The Chinese Embassy has said that Beijing does not interfere in Myanmar’s internal affairs. But China’s support for the junta has only become more visible recently, suggesting that its vision for Myanmar is one of a weak and fragmented country with just enough stability to protect Beijing’s strategic economic interests. But China’s increasing cooperation with the military has only worsened the already deteriorating security conditions in the country. When Soe Win, the deputy general of the junta, was in Beijing in early July, reports emerged that large amounts of Chinese weaponry were exported to Myanmar. The junta has also sought cooperation with high-tech drone manufacturers in China and Chinese jet fighters have recently been sent to the military. Furthermore, the junta’s generals and the Chinese military have discussed accelerating cooperation and joint military training.

All of this has emboldened the junta, which has escalated deadly airstrikes on territories lost to EAOs, targeting civilian areas including towns, schools, bazaars and camps for internally displaced persons. China’s support of the junta has also enabled the pro-military Karen BGF to cover up and expand the scam industry operated by Chinese syndicates.
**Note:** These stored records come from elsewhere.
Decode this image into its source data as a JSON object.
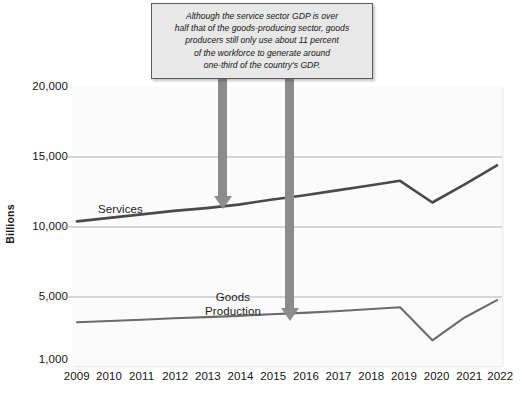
{
  "chart_data": {
    "type": "line",
    "title": "",
    "xlabel": "",
    "ylabel": "Billions",
    "x": [
      2009,
      2010,
      2011,
      2012,
      2013,
      2014,
      2015,
      2016,
      2017,
      2018,
      2019,
      2020,
      2021,
      2022
    ],
    "categories": [
      "2009",
      "2010",
      "2011",
      "2012",
      "2013",
      "2014",
      "2015",
      "2016",
      "2017",
      "2018",
      "2019",
      "2020",
      "2021",
      "2022"
    ],
    "xtick_labels": [
      "2009",
      "2010",
      "2011",
      "2012",
      "2013",
      "2014",
      "2015",
      "2016",
      "2017",
      "2018",
      "2019",
      "2020",
      "2021",
      "2022"
    ],
    "ytick_labels": [
      "20,000",
      "15,000",
      "10,000",
      "5,000",
      "1,000"
    ],
    "ytick_values": [
      20000,
      15000,
      10000,
      5000,
      1000
    ],
    "ylim": [
      1000,
      20000
    ],
    "grid": "horizontal",
    "gridlines_at": [
      15000,
      10000,
      5000
    ],
    "legend": "inline-labels",
    "series": [
      {
        "name": "Services",
        "color": "#4a4a4a",
        "values": [
          10400,
          10650,
          10900,
          11150,
          11350,
          11600,
          11950,
          12250,
          12600,
          12950,
          13300,
          11750,
          13050,
          14400
        ]
      },
      {
        "name": "Goods Production",
        "color": "#6b6b6b",
        "values": [
          3400,
          3480,
          3560,
          3650,
          3720,
          3800,
          3900,
          3990,
          4100,
          4220,
          4350,
          2250,
          3700,
          4800
        ]
      }
    ],
    "annotations": [
      {
        "name": "callout-note",
        "text_lines": [
          "Although the service sector GDP is over",
          "half that of the goods-producing sector, goods",
          "producers still only use about 11 percent",
          "of the workforce to generate around",
          "one-third of the country's GDP."
        ]
      },
      {
        "name": "arrow-to-services",
        "points_to_series": "Services",
        "points_to_x": 2014
      },
      {
        "name": "arrow-to-goods-production",
        "points_to_series": "Goods Production",
        "points_to_x": 2015.6
      }
    ],
    "series_inline_labels": [
      {
        "name": "Services",
        "lines": [
          "Services"
        ]
      },
      {
        "name": "Goods Production",
        "lines": [
          "Goods",
          "Production"
        ]
      }
    ]
  },
  "colors": {
    "services_line": "#4a4a4a",
    "goods_line": "#6b6b6b",
    "arrow": "#8c8c8c",
    "gridline": "#a8a8a8",
    "callout_bg": "#e8e8e8",
    "callout_border": "#5a5a5a",
    "plot_bg": "#fbfbfb",
    "text": "#141414"
  }
}
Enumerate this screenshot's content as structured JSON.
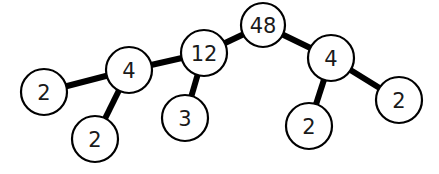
{
  "diagram": {
    "type": "factor-tree",
    "colors": {
      "stroke": "#000000",
      "fill": "#ffffff",
      "text": "#1a1a1a"
    },
    "nodes": [
      {
        "id": "n48",
        "label": "48",
        "x": 263,
        "y": 25,
        "r": 22
      },
      {
        "id": "n12",
        "label": "12",
        "x": 204,
        "y": 53,
        "r": 23
      },
      {
        "id": "n4a",
        "label": "4",
        "x": 129,
        "y": 70,
        "r": 23
      },
      {
        "id": "n2a",
        "label": "2",
        "x": 44,
        "y": 92,
        "r": 23
      },
      {
        "id": "n2b",
        "label": "2",
        "x": 95,
        "y": 139,
        "r": 23
      },
      {
        "id": "n3",
        "label": "3",
        "x": 185,
        "y": 118,
        "r": 23
      },
      {
        "id": "n4b",
        "label": "4",
        "x": 331,
        "y": 58,
        "r": 23
      },
      {
        "id": "n2c",
        "label": "2",
        "x": 309,
        "y": 126,
        "r": 23
      },
      {
        "id": "n2d",
        "label": "2",
        "x": 399,
        "y": 100,
        "r": 23
      }
    ],
    "edges": [
      {
        "from": "n48",
        "to": "n12"
      },
      {
        "from": "n48",
        "to": "n4b"
      },
      {
        "from": "n12",
        "to": "n4a"
      },
      {
        "from": "n12",
        "to": "n3"
      },
      {
        "from": "n4a",
        "to": "n2a"
      },
      {
        "from": "n4a",
        "to": "n2b"
      },
      {
        "from": "n4b",
        "to": "n2c"
      },
      {
        "from": "n4b",
        "to": "n2d"
      }
    ]
  }
}
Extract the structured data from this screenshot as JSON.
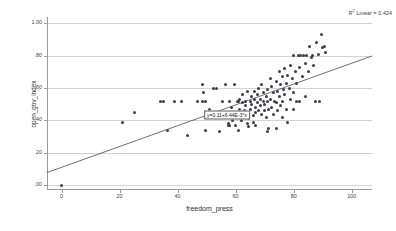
{
  "chart_data": {
    "type": "scatter",
    "title": "",
    "xlabel": "freedom_press",
    "ylabel": "open_gov_index",
    "xlim": [
      -5,
      107
    ],
    "ylim": [
      -0.03,
      1.04
    ],
    "xticks": [
      0,
      20,
      40,
      60,
      80,
      100
    ],
    "xticklabels": [
      "0",
      "20",
      "40",
      "60",
      "80",
      "100"
    ],
    "yticks": [
      0.0,
      0.2,
      0.4,
      0.6,
      0.8,
      1.0
    ],
    "yticklabels": [
      ".00",
      ".20",
      ".40",
      ".60",
      ".80",
      "1.00"
    ],
    "grid": "horizontal",
    "legend_position": "top-right",
    "r_squared_label": "R",
    "r_squared_sup": "2",
    "r_squared_text": " Linear = 0.424",
    "r_squared_value": 0.424,
    "fit": {
      "type": "linear",
      "equation_label": "y=0.11+6.44E-3*x",
      "intercept": 0.11,
      "slope": 0.00644,
      "label_x": 57,
      "label_y": 0.435
    },
    "series": [
      {
        "name": "countries",
        "marker": "filled-circle",
        "color": "#3d3d4a",
        "points": [
          [
            0.0,
            0.0
          ],
          [
            21.0,
            0.39
          ],
          [
            25.0,
            0.45
          ],
          [
            34.0,
            0.52
          ],
          [
            35.0,
            0.52
          ],
          [
            36.5,
            0.34
          ],
          [
            39.0,
            0.52
          ],
          [
            41.5,
            0.52
          ],
          [
            43.5,
            0.31
          ],
          [
            47.0,
            0.52
          ],
          [
            48.5,
            0.52
          ],
          [
            49.5,
            0.52
          ],
          [
            48.5,
            0.62
          ],
          [
            49.0,
            0.57
          ],
          [
            49.5,
            0.34
          ],
          [
            51.0,
            0.47
          ],
          [
            52.5,
            0.6
          ],
          [
            53.5,
            0.6
          ],
          [
            54.0,
            0.43
          ],
          [
            54.5,
            0.33
          ],
          [
            55.0,
            0.43
          ],
          [
            55.5,
            0.52
          ],
          [
            56.0,
            0.43
          ],
          [
            56.5,
            0.43
          ],
          [
            56.5,
            0.62
          ],
          [
            57.0,
            0.43
          ],
          [
            57.5,
            0.38
          ],
          [
            57.5,
            0.37
          ],
          [
            58.0,
            0.37
          ],
          [
            58.5,
            0.48
          ],
          [
            59.0,
            0.4
          ],
          [
            60.0,
            0.37
          ],
          [
            60.5,
            0.52
          ],
          [
            61.0,
            0.52
          ],
          [
            61.5,
            0.47
          ],
          [
            61.5,
            0.53
          ],
          [
            62.0,
            0.44
          ],
          [
            62.0,
            0.4
          ],
          [
            62.5,
            0.51
          ],
          [
            62.5,
            0.56
          ],
          [
            63.0,
            0.46
          ],
          [
            63.0,
            0.42
          ],
          [
            63.5,
            0.52
          ],
          [
            63.5,
            0.49
          ],
          [
            64.0,
            0.58
          ],
          [
            64.0,
            0.44
          ],
          [
            64.5,
            0.41
          ],
          [
            64.5,
            0.36
          ],
          [
            65.0,
            0.52
          ],
          [
            65.0,
            0.47
          ],
          [
            65.5,
            0.55
          ],
          [
            65.5,
            0.5
          ],
          [
            66.0,
            0.43
          ],
          [
            66.0,
            0.39
          ],
          [
            66.5,
            0.58
          ],
          [
            66.5,
            0.53
          ],
          [
            67.0,
            0.48
          ],
          [
            67.0,
            0.45
          ],
          [
            67.5,
            0.56
          ],
          [
            67.5,
            0.51
          ],
          [
            68.0,
            0.6
          ],
          [
            68.0,
            0.46
          ],
          [
            68.5,
            0.53
          ],
          [
            68.5,
            0.49
          ],
          [
            69.0,
            0.62
          ],
          [
            69.0,
            0.44
          ],
          [
            69.5,
            0.57
          ],
          [
            69.5,
            0.52
          ],
          [
            70.0,
            0.5
          ],
          [
            70.0,
            0.46
          ],
          [
            70.5,
            0.55
          ],
          [
            70.5,
            0.42
          ],
          [
            71.0,
            0.59
          ],
          [
            71.0,
            0.52
          ],
          [
            71.5,
            0.47
          ],
          [
            71.5,
            0.35
          ],
          [
            72.0,
            0.66
          ],
          [
            72.0,
            0.53
          ],
          [
            72.5,
            0.61
          ],
          [
            72.5,
            0.48
          ],
          [
            73.0,
            0.57
          ],
          [
            73.0,
            0.44
          ],
          [
            73.5,
            0.52
          ],
          [
            74.0,
            0.64
          ],
          [
            74.0,
            0.51
          ],
          [
            74.5,
            0.58
          ],
          [
            74.5,
            0.46
          ],
          [
            75.0,
            0.7
          ],
          [
            75.0,
            0.55
          ],
          [
            75.5,
            0.62
          ],
          [
            75.5,
            0.49
          ],
          [
            76.0,
            0.67
          ],
          [
            76.0,
            0.52
          ],
          [
            76.5,
            0.59
          ],
          [
            77.0,
            0.72
          ],
          [
            77.0,
            0.56
          ],
          [
            77.5,
            0.63
          ],
          [
            77.5,
            0.47
          ],
          [
            78.0,
            0.68
          ],
          [
            78.0,
            0.39
          ],
          [
            78.5,
            0.6
          ],
          [
            79.0,
            0.74
          ],
          [
            79.0,
            0.53
          ],
          [
            79.5,
            0.66
          ],
          [
            80.0,
            0.8
          ],
          [
            80.0,
            0.57
          ],
          [
            80.5,
            0.7
          ],
          [
            81.0,
            0.63
          ],
          [
            81.5,
            0.8
          ],
          [
            82.0,
            0.73
          ],
          [
            82.0,
            0.52
          ],
          [
            82.5,
            0.8
          ],
          [
            83.0,
            0.67
          ],
          [
            83.5,
            0.8
          ],
          [
            84.0,
            0.75
          ],
          [
            84.5,
            0.8
          ],
          [
            85.0,
            0.7
          ],
          [
            85.5,
            0.86
          ],
          [
            86.0,
            0.79
          ],
          [
            86.5,
            0.8
          ],
          [
            87.0,
            0.74
          ],
          [
            87.5,
            0.52
          ],
          [
            88.0,
            0.88
          ],
          [
            88.5,
            0.81
          ],
          [
            89.0,
            0.52
          ],
          [
            89.5,
            0.93
          ],
          [
            90.0,
            0.85
          ],
          [
            90.5,
            0.86
          ],
          [
            91.0,
            0.82
          ],
          [
            59.5,
            0.62
          ],
          [
            53.0,
            0.43
          ],
          [
            58.0,
            0.52
          ],
          [
            81.0,
            0.52
          ],
          [
            74.0,
            0.35
          ],
          [
            71.0,
            0.33
          ],
          [
            61.0,
            0.34
          ],
          [
            67.0,
            0.37
          ],
          [
            64.0,
            0.38
          ],
          [
            76.0,
            0.42
          ],
          [
            80.0,
            0.47
          ],
          [
            84.0,
            0.55
          ]
        ]
      }
    ]
  }
}
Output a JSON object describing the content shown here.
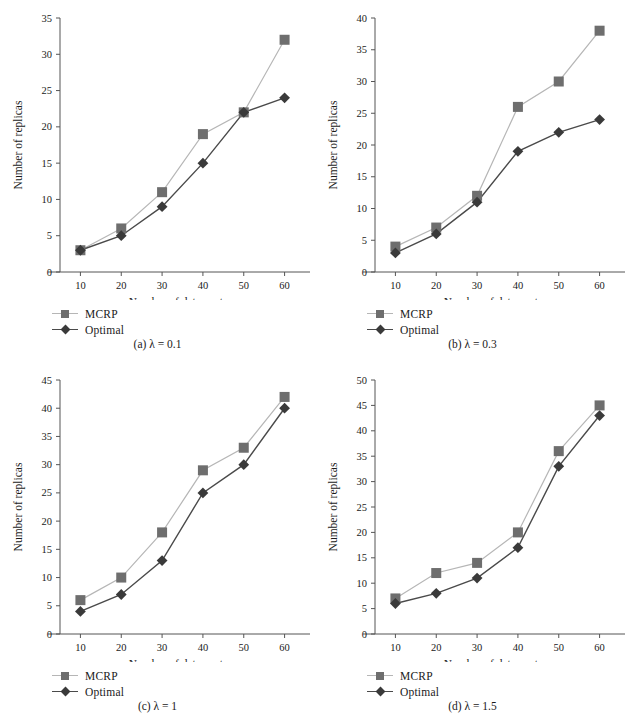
{
  "figure": {
    "panels": [
      {
        "id": "panel-a",
        "caption_index": "(a)",
        "caption_symbol": "λ",
        "caption_value": "= 0.1",
        "caption_full": "(a) λ = 0.1"
      },
      {
        "id": "panel-b",
        "caption_index": "(b)",
        "caption_symbol": "λ",
        "caption_value": "= 0.3",
        "caption_full": "(b) λ = 0.3"
      },
      {
        "id": "panel-c",
        "caption_index": "(c)",
        "caption_symbol": "λ",
        "caption_value": "= 1",
        "caption_full": "(c) λ = 1"
      },
      {
        "id": "panel-d",
        "caption_index": "(d)",
        "caption_symbol": "λ",
        "caption_value": "= 1.5",
        "caption_full": "(d) λ = 1.5"
      }
    ],
    "legend": {
      "mcrp_label": "MCRP",
      "optimal_label": "Optimal"
    },
    "colors": {
      "mcrp_marker": "#6e6e6e",
      "mcrp_line": "#b6b6b6",
      "optimal_marker": "#3a3a3a",
      "optimal_line": "#4a4a4a",
      "axis": "#555555",
      "text": "#1a1a1a"
    }
  },
  "chart_data": [
    {
      "type": "line",
      "title": "(a) λ = 0.1",
      "xlabel": "Number of data centers",
      "ylabel": "Number of replicas",
      "x": [
        10,
        20,
        30,
        40,
        50,
        60
      ],
      "xticks": [
        "10",
        "20",
        "30",
        "40",
        "50",
        "60"
      ],
      "yticks": [
        "0",
        "5",
        "10",
        "15",
        "20",
        "25",
        "30",
        "35"
      ],
      "xlim": [
        5,
        65
      ],
      "ylim": [
        0,
        35
      ],
      "grid": false,
      "legend_position": "below-left",
      "series": [
        {
          "name": "MCRP",
          "values": [
            3,
            6,
            11,
            19,
            22,
            32
          ],
          "marker": "square",
          "color": "#6e6e6e"
        },
        {
          "name": "Optimal",
          "values": [
            3,
            5,
            9,
            15,
            22,
            24
          ],
          "marker": "diamond",
          "color": "#3a3a3a"
        }
      ]
    },
    {
      "type": "line",
      "title": "(b) λ = 0.3",
      "xlabel": "Number of data centers",
      "ylabel": "Number of replicas",
      "x": [
        10,
        20,
        30,
        40,
        50,
        60
      ],
      "xticks": [
        "10",
        "20",
        "30",
        "40",
        "50",
        "60"
      ],
      "yticks": [
        "0",
        "5",
        "10",
        "15",
        "20",
        "25",
        "30",
        "35",
        "40"
      ],
      "xlim": [
        5,
        65
      ],
      "ylim": [
        0,
        40
      ],
      "grid": false,
      "legend_position": "below-left",
      "series": [
        {
          "name": "MCRP",
          "values": [
            4,
            7,
            12,
            26,
            30,
            38
          ],
          "marker": "square",
          "color": "#6e6e6e"
        },
        {
          "name": "Optimal",
          "values": [
            3,
            6,
            11,
            19,
            22,
            24
          ],
          "marker": "diamond",
          "color": "#3a3a3a"
        }
      ]
    },
    {
      "type": "line",
      "title": "(c) λ = 1",
      "xlabel": "Number of data centers",
      "ylabel": "Number of replicas",
      "x": [
        10,
        20,
        30,
        40,
        50,
        60
      ],
      "xticks": [
        "10",
        "20",
        "30",
        "40",
        "50",
        "60"
      ],
      "yticks": [
        "0",
        "5",
        "10",
        "15",
        "20",
        "25",
        "30",
        "35",
        "40",
        "45"
      ],
      "xlim": [
        5,
        65
      ],
      "ylim": [
        0,
        45
      ],
      "grid": false,
      "legend_position": "below-left",
      "series": [
        {
          "name": "MCRP",
          "values": [
            6,
            10,
            18,
            29,
            33,
            42
          ],
          "marker": "square",
          "color": "#6e6e6e"
        },
        {
          "name": "Optimal",
          "values": [
            4,
            7,
            13,
            25,
            30,
            40
          ],
          "marker": "diamond",
          "color": "#3a3a3a"
        }
      ]
    },
    {
      "type": "line",
      "title": "(d) λ = 1.5",
      "xlabel": "Number of data centers",
      "ylabel": "Number of replicas",
      "x": [
        10,
        20,
        30,
        40,
        50,
        60
      ],
      "xticks": [
        "10",
        "20",
        "30",
        "40",
        "50",
        "60"
      ],
      "yticks": [
        "0",
        "5",
        "10",
        "15",
        "20",
        "25",
        "30",
        "35",
        "40",
        "45",
        "50"
      ],
      "xlim": [
        5,
        65
      ],
      "ylim": [
        0,
        50
      ],
      "grid": false,
      "legend_position": "below-left",
      "series": [
        {
          "name": "MCRP",
          "values": [
            7,
            12,
            14,
            20,
            36,
            45
          ],
          "marker": "square",
          "color": "#6e6e6e"
        },
        {
          "name": "Optimal",
          "values": [
            6,
            8,
            11,
            17,
            33,
            43
          ],
          "marker": "diamond",
          "color": "#3a3a3a"
        }
      ]
    }
  ]
}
The criminal gangs curbed by Operation 1027 have shifted their bases to Karen State and further south. Thousands of Myanmar nationals who fled to the Karen borderlands to escape military conscription have been subjected to forced criminality. This not only endangers the security of people in Myanmar, but also the security of the Southeast Asia and other regions including the United States, Europe and Africa. Hundreds of thousands have been trafficked to work in scam centers at the border town in Myanmar.

Although China may be attempting through the GSI to narrow the scope of security to the state, the U.N. charter — which the GSI commits to respect — has enshrined the concept of human security. Chinese authorities need to recognize that the Myanmar military has been the source of human insecurity in the country, with subsequent implications for regional security. What China needs to recognize is that a peaceful and stable Myanmar with a federal democratic system best serves its interests along with those of the Myanmar people, neighboring countries and global security more broadly.

Phyu Hnin is an independent analyst and researcher working on conflict in Myanmar. This name is a pseudonym used by the author for privacy reasons.